India developing e-dog to sniff out explosives
By Fakir Balaji, IANSWednesday, January 6, 2010
THIRUVANANTHAPURAM - Indian scientists are developing an electronic device that will sniff out explosives like RDX which remain undetected by existing security equipments.
“A prototype of the e-device is under development to smell explosives from a distance by a sensor coated with nano materials,” Indian Institute of Technology (IIT-Mumbai) professor V. Ramgopal Rao told IANS on the sidelines of the Indian Science Congress here.
The government has entrusted the electrical engineering department of the IIT to develop the high-tech device in collaboration with the High Energy Materials Research Lab of the state-run Defence Research and Development Organisation (DRDO) at Chandigarh and the Madras Atomic Power Station at Kalpakkam near Chennai.
To enhance security and check use of improvised explosive devices (IED) by terrorists and other criminal elements, Rao said the device with nano sensors could be installed at airports, railway stations, bus stands and other vital installations to detect them in solid, liquid or vapour form and seize before they are timed to explode.
“The device with an electronic nose will be able to sniff presence of IED or RDX in any of the three forms in the way trained canines can do.
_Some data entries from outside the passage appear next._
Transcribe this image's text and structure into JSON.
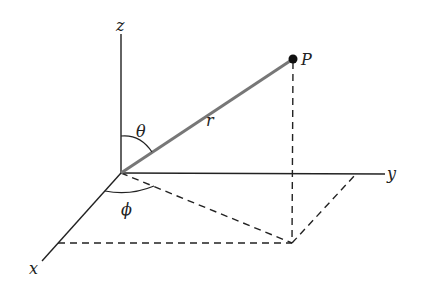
{
  "diagram": {
    "labels": {
      "z_axis": "z",
      "y_axis": "y",
      "x_axis": "x",
      "point": "P",
      "radius": "r",
      "polar_angle": "θ",
      "azimuth_angle": "ϕ"
    },
    "colors": {
      "axes": "#222222",
      "radius_line": "#777777",
      "dashed": "#222222",
      "point": "#111111"
    }
  }
}
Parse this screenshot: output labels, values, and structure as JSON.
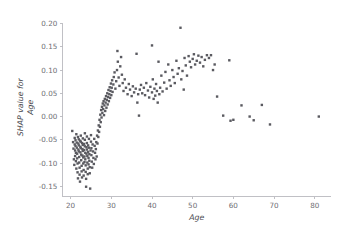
{
  "chart_data": {
    "type": "scatter",
    "title": "",
    "xlabel": "Age",
    "ylabel": "SHAP value for\nAge",
    "ylabel_line1": "SHAP value for",
    "ylabel_line2": "Age",
    "xlim": [
      18.0,
      84.0
    ],
    "ylim": [
      -0.172,
      0.212
    ],
    "xticks": [
      20,
      30,
      40,
      50,
      60,
      70,
      80
    ],
    "xticklabels": [
      "20",
      "30",
      "40",
      "50",
      "60",
      "70",
      "80"
    ],
    "yticks": [
      0.2,
      0.15,
      0.1,
      0.05,
      0.0,
      -0.05,
      -0.1,
      -0.15
    ],
    "yticklabels": [
      "0.20",
      "0.15",
      "0.10",
      "0.05",
      "0.00",
      "-0.05",
      "-0.10",
      "-0.15"
    ],
    "grid": false,
    "legend": null,
    "marker": "square",
    "marker_color": "#5a5a60",
    "marker_size_px": 2.4,
    "background_color": "#ffffff",
    "axis_color": "#b9b9bf",
    "tick_label_color": "#6e6e73",
    "n_points": 228,
    "points": [
      [
        20.4,
        -0.031
      ],
      [
        20.6,
        -0.055
      ],
      [
        20.7,
        -0.069
      ],
      [
        20.8,
        -0.092
      ],
      [
        20.9,
        -0.104
      ],
      [
        21.0,
        -0.046
      ],
      [
        21.0,
        -0.06
      ],
      [
        21.1,
        -0.073
      ],
      [
        21.1,
        -0.085
      ],
      [
        21.2,
        -0.051
      ],
      [
        21.2,
        -0.063
      ],
      [
        21.3,
        -0.078
      ],
      [
        21.3,
        -0.096
      ],
      [
        21.4,
        -0.112
      ],
      [
        21.4,
        -0.038
      ],
      [
        21.5,
        -0.056
      ],
      [
        21.5,
        -0.067
      ],
      [
        21.6,
        -0.08
      ],
      [
        21.6,
        -0.09
      ],
      [
        21.7,
        -0.101
      ],
      [
        21.7,
        -0.12
      ],
      [
        21.8,
        -0.133
      ],
      [
        21.8,
        -0.044
      ],
      [
        21.9,
        -0.058
      ],
      [
        21.9,
        -0.071
      ],
      [
        22.0,
        -0.049
      ],
      [
        22.0,
        -0.062
      ],
      [
        22.0,
        -0.075
      ],
      [
        22.1,
        -0.087
      ],
      [
        22.1,
        -0.099
      ],
      [
        22.2,
        -0.11
      ],
      [
        22.2,
        -0.125
      ],
      [
        22.3,
        -0.14
      ],
      [
        22.3,
        -0.052
      ],
      [
        22.4,
        -0.065
      ],
      [
        22.4,
        -0.077
      ],
      [
        22.5,
        -0.041
      ],
      [
        22.5,
        -0.054
      ],
      [
        22.5,
        -0.068
      ],
      [
        22.6,
        -0.082
      ],
      [
        22.6,
        -0.094
      ],
      [
        22.7,
        -0.106
      ],
      [
        22.7,
        -0.118
      ],
      [
        22.8,
        -0.131
      ],
      [
        22.8,
        -0.057
      ],
      [
        22.9,
        -0.07
      ],
      [
        22.9,
        -0.084
      ],
      [
        23.0,
        -0.047
      ],
      [
        23.0,
        -0.061
      ],
      [
        23.0,
        -0.074
      ],
      [
        23.1,
        -0.088
      ],
      [
        23.1,
        -0.101
      ],
      [
        23.2,
        -0.115
      ],
      [
        23.2,
        -0.127
      ],
      [
        23.3,
        -0.059
      ],
      [
        23.3,
        -0.072
      ],
      [
        23.4,
        -0.086
      ],
      [
        23.4,
        -0.098
      ],
      [
        23.5,
        -0.036
      ],
      [
        23.5,
        -0.05
      ],
      [
        23.5,
        -0.064
      ],
      [
        23.6,
        -0.078
      ],
      [
        23.6,
        -0.092
      ],
      [
        23.7,
        -0.105
      ],
      [
        23.7,
        -0.119
      ],
      [
        23.8,
        -0.134
      ],
      [
        23.8,
        -0.151
      ],
      [
        23.9,
        -0.066
      ],
      [
        23.9,
        -0.08
      ],
      [
        24.0,
        -0.043
      ],
      [
        24.0,
        -0.057
      ],
      [
        24.0,
        -0.071
      ],
      [
        24.1,
        -0.085
      ],
      [
        24.1,
        -0.099
      ],
      [
        24.2,
        -0.112
      ],
      [
        24.2,
        -0.124
      ],
      [
        24.3,
        -0.062
      ],
      [
        24.3,
        -0.076
      ],
      [
        24.4,
        -0.089
      ],
      [
        24.4,
        -0.103
      ],
      [
        24.5,
        -0.048
      ],
      [
        24.5,
        -0.067
      ],
      [
        24.6,
        -0.081
      ],
      [
        24.6,
        -0.095
      ],
      [
        24.7,
        -0.109
      ],
      [
        24.7,
        -0.122
      ],
      [
        24.8,
        -0.155
      ],
      [
        24.9,
        -0.073
      ],
      [
        25.0,
        -0.04
      ],
      [
        25.0,
        -0.054
      ],
      [
        25.1,
        -0.068
      ],
      [
        25.1,
        -0.083
      ],
      [
        25.2,
        -0.097
      ],
      [
        25.3,
        -0.11
      ],
      [
        25.4,
        -0.06
      ],
      [
        25.5,
        -0.075
      ],
      [
        25.6,
        -0.089
      ],
      [
        25.7,
        -0.102
      ],
      [
        25.8,
        -0.048
      ],
      [
        25.9,
        -0.063
      ],
      [
        26.0,
        -0.078
      ],
      [
        26.1,
        -0.092
      ],
      [
        26.2,
        -0.07
      ],
      [
        26.3,
        -0.055
      ],
      [
        26.4,
        -0.086
      ],
      [
        26.5,
        -0.041
      ],
      [
        26.6,
        -0.058
      ],
      [
        26.7,
        -0.03
      ],
      [
        26.8,
        -0.044
      ],
      [
        26.9,
        -0.019
      ],
      [
        27.0,
        -0.033
      ],
      [
        27.1,
        -0.007
      ],
      [
        27.2,
        -0.022
      ],
      [
        27.3,
        0.004
      ],
      [
        27.4,
        -0.012
      ],
      [
        27.5,
        0.014
      ],
      [
        27.6,
        -0.002
      ],
      [
        27.7,
        0.021
      ],
      [
        27.8,
        0.008
      ],
      [
        27.9,
        0.028
      ],
      [
        28.0,
        0.016
      ],
      [
        28.1,
        0.033
      ],
      [
        28.2,
        0.003
      ],
      [
        28.3,
        0.024
      ],
      [
        28.4,
        0.038
      ],
      [
        28.5,
        0.012
      ],
      [
        28.6,
        0.03
      ],
      [
        28.7,
        0.044
      ],
      [
        28.8,
        0.019
      ],
      [
        28.9,
        0.036
      ],
      [
        29.0,
        0.05
      ],
      [
        29.1,
        0.026
      ],
      [
        29.2,
        0.042
      ],
      [
        29.3,
        0.057
      ],
      [
        29.4,
        0.033
      ],
      [
        29.5,
        0.048
      ],
      [
        29.6,
        0.063
      ],
      [
        29.7,
        0.04
      ],
      [
        29.8,
        0.055
      ],
      [
        29.9,
        0.071
      ],
      [
        30.0,
        0.046
      ],
      [
        30.1,
        0.062
      ],
      [
        30.2,
        0.078
      ],
      [
        30.3,
        0.053
      ],
      [
        30.5,
        0.069
      ],
      [
        30.6,
        0.085
      ],
      [
        30.8,
        0.095
      ],
      [
        31.0,
        0.06
      ],
      [
        31.2,
        0.076
      ],
      [
        31.4,
        0.1
      ],
      [
        31.5,
        0.141
      ],
      [
        31.6,
        0.118
      ],
      [
        31.8,
        0.084
      ],
      [
        32.0,
        0.066
      ],
      [
        32.2,
        0.108
      ],
      [
        32.4,
        0.128
      ],
      [
        32.6,
        0.09
      ],
      [
        32.8,
        0.072
      ],
      [
        33.0,
        0.055
      ],
      [
        33.3,
        0.08
      ],
      [
        33.6,
        0.062
      ],
      [
        34.0,
        0.048
      ],
      [
        34.3,
        0.07
      ],
      [
        34.6,
        0.058
      ],
      [
        35.0,
        0.044
      ],
      [
        35.3,
        0.065
      ],
      [
        35.6,
        0.052
      ],
      [
        36.0,
        0.06
      ],
      [
        36.2,
        0.135
      ],
      [
        36.4,
        0.03
      ],
      [
        36.6,
        0.048
      ],
      [
        36.8,
        0.002
      ],
      [
        37.0,
        0.058
      ],
      [
        37.3,
        0.068
      ],
      [
        37.6,
        0.05
      ],
      [
        38.0,
        0.062
      ],
      [
        38.3,
        0.046
      ],
      [
        38.6,
        0.072
      ],
      [
        39.0,
        0.056
      ],
      [
        39.3,
        0.041
      ],
      [
        39.6,
        0.064
      ],
      [
        40.0,
        0.153
      ],
      [
        40.0,
        0.052
      ],
      [
        40.2,
        0.08
      ],
      [
        40.4,
        0.038
      ],
      [
        40.6,
        0.06
      ],
      [
        40.8,
        0.045
      ],
      [
        41.0,
        0.07
      ],
      [
        41.2,
        0.055
      ],
      [
        41.4,
        0.03
      ],
      [
        41.6,
        0.118
      ],
      [
        41.8,
        0.048
      ],
      [
        42.0,
        0.062
      ],
      [
        42.3,
        0.088
      ],
      [
        42.6,
        0.054
      ],
      [
        43.0,
        0.073
      ],
      [
        43.3,
        0.096
      ],
      [
        43.6,
        0.06
      ],
      [
        44.0,
        0.112
      ],
      [
        44.3,
        0.078
      ],
      [
        44.6,
        0.066
      ],
      [
        45.0,
        0.1
      ],
      [
        45.3,
        0.085
      ],
      [
        45.6,
        0.072
      ],
      [
        46.0,
        0.12
      ],
      [
        46.3,
        0.092
      ],
      [
        46.6,
        0.104
      ],
      [
        47.0,
        0.191
      ],
      [
        47.2,
        0.08
      ],
      [
        47.5,
        0.098
      ],
      [
        47.8,
        0.058
      ],
      [
        48.0,
        0.126
      ],
      [
        48.3,
        0.11
      ],
      [
        48.6,
        0.088
      ],
      [
        49.0,
        0.13
      ],
      [
        49.3,
        0.118
      ],
      [
        49.6,
        0.106
      ],
      [
        50.0,
        0.124
      ],
      [
        50.3,
        0.134
      ],
      [
        50.6,
        0.112
      ],
      [
        51.0,
        0.12
      ],
      [
        51.4,
        0.131
      ],
      [
        51.8,
        0.116
      ],
      [
        52.2,
        0.128
      ],
      [
        52.6,
        0.108
      ],
      [
        53.0,
        0.122
      ],
      [
        53.5,
        0.132
      ],
      [
        54.0,
        0.126
      ],
      [
        54.5,
        0.132
      ],
      [
        55.0,
        0.1
      ],
      [
        55.4,
        0.112
      ],
      [
        56.0,
        0.043
      ],
      [
        57.5,
        0.002
      ],
      [
        59.0,
        0.121
      ],
      [
        59.3,
        -0.009
      ],
      [
        60.0,
        -0.007
      ],
      [
        62.0,
        0.024
      ],
      [
        64.0,
        0.0
      ],
      [
        65.0,
        -0.008
      ],
      [
        67.0,
        0.025
      ],
      [
        69.0,
        -0.017
      ],
      [
        81.0,
        0.0
      ]
    ]
  }
}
As training dogs in multitudes and deploying them at many places is a daunting task, an ‘electronic dog’ is a good alternative,” Rao said.
The Indian Institute of Science in Bangalore has also been roped in to develope the portable e-device or e-dog, with a seed funding of $25 million from the government.
Earlier, at a plenary session on Nano Technology and Education in the premier science event, Rao said the e-device would raise an alarm when an explosive like RDX comes within its proximity through the micro-electronic mechanical system (MEMS) of its sensor, coated with nano particles per million (ppm) or billion in a block or specified area.
“Explosives such as RDX or TNT can be remotely detected and monitored using pure nitrogen molecules in nano materials in ambient conditions,” Rao pointed out.
The e-device was demonstrated at a review meeting of the pilot project in Mumbai recently where explosives were detected in vapour form when pure nitrogen from its nano materials got released.